Sisters Outsiders: The Oral History of the ‘Bikini Kill’ EP

Bikini Kill in 1992 / Photo by Pat Graham

Tinuviel Sampson: co-founder, Kill Rock Stars: [Releasing the Bikini Kill EP] seemed the obvious thing to do. I never thought of it as anything more or less than what needed to be done, then and there, no hesitation. So I did what I could to make it happen: I borrowed a lot of the money for the initial pressing from my brother.

Candice Pedersen: It was kind of the first release of an indie band from Olympia where there was a lot of known anticipation.

Tobi Vail: Honestly, for me, the EP came as an afterthought. I knew we would put out tapes and singles. But I didn’t know very many people who had released a 12-inch record.

Kathleen Hanna: It was a record for girls; I wanted them to understand where we were coming from, to feel like it was written for them.

Tobi Vail: Bikini Kill wanted all girls to start bands in all towns as a means of creating culture. We believed that if girls created culture en masse, that multiple female perspectives would be represented and things would start to change.

Carrie Brownstein: Hearing Bikini Kill was like having someone illuminate my world for the first time. It was very liberating. It’s hard to express how profound it is to have one’s experience broadcast back for the first time, how shocking it feels to be acknowledged. It was a revelation.

Kathleen Hanna: Since I loved underground music, I tried to carve a space for feminism within it. Those were my hopes.

Tim Green: People would write them off as crazy man-haters, or whatever. There were a lot of times that I tried to explain to people that is was something bigger.

Ian MacKaye: Riot grrrl exploded so fast and there was such a hubbub and Bikini Kill were the purveyors, and they were such a great punk band — I could kind of relate to what they were engaging in. With Minor Threat, there was such a to-do early on with “straight edge.” We’d pull into cities and there’d be drunk morons yelling about how they were “bent edge” and very regularly people would try to fuck with us just because we didn’t drink. But thank god Minor Threat broke up before people really started to identify. But Bikini Kill, they were present and playing as it was all going down — they had to contend with it. They became a phenomena.

Kim Gordon: They were like the best kind of rock stars, charismatic but off the grid. They were my favorite live band for a while.

Carrie Brownstein: I feel very lucky that Bikini Kill came first. By the time I was playing in Sleater-Kinney, a lot of those early battles — for space, for respect, for recognition within the context of punk and indie music — had already been fought.

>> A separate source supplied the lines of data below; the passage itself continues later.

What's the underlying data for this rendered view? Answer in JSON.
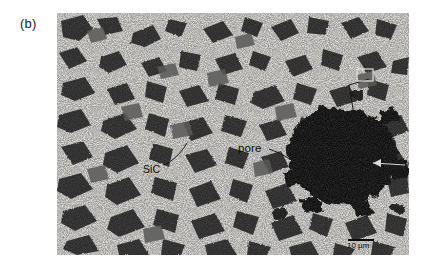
{
  "figure": {
    "panel_label": "(b)",
    "caption_present": false
  },
  "micrograph": {
    "alt_name": "sic-particulate-composite-micrograph",
    "frame": {
      "x": 57,
      "y": 13,
      "width": 352,
      "height": 242
    },
    "colors": {
      "matrix": "#d9d7d3",
      "matrix_light": "#e8e6e2",
      "grain_dark": "#2a2a2a",
      "grain_mid": "#4a4a4a",
      "pore_black": "#070707",
      "background": "#ffffff",
      "annotation_text": "#0d0d0d"
    },
    "annotations": [
      {
        "id": "sic",
        "text": "SiC",
        "x": 86,
        "y": 150,
        "leader": true
      },
      {
        "id": "pore",
        "text": "pore",
        "x": 181,
        "y": 129,
        "leader": true
      },
      {
        "id": "scale",
        "text": "10 µm",
        "x": 290,
        "y": 228,
        "leader": false
      }
    ],
    "scale_bar": {
      "label": "10 µm",
      "length_px": 26,
      "x": 291,
      "y": 226
    },
    "features": {
      "matrix_description": "light grey fine-grained matrix with fine speckle porosity",
      "grain_description": "angular dark SiC particulate grains",
      "pore_description": "large irregular black pore at right of field",
      "grain_count_visible": 96
    }
  }
}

I felt like we were able to be recognized as a band, not just a “female band,” and that is a luxury that cannot be overstated. There is a certain kind of exhaustion that comes from having to explain and justify one’s existence or participation in an artistic or creative realm. What a privilege it must be to never have to answer the question, “How does it feel to be a woman playing music?” or “Why did you choose to be in an all-female band?” And the people who get there first have to work the hardest. Bikini Kill weren’t the first — they had predecessors and influencers — but they carved, tore, and clawed out a space in music for which I am very grateful.

Tobi Vail: We believed that if it was just as common for girls to be in bands as it was for guys, then the world would actually change. I still believe this. Unfortunately, Bikini Kill is still needed. Keeping the records in print [via Bikini Kill Records] is one way to keep those ideas and methods alive.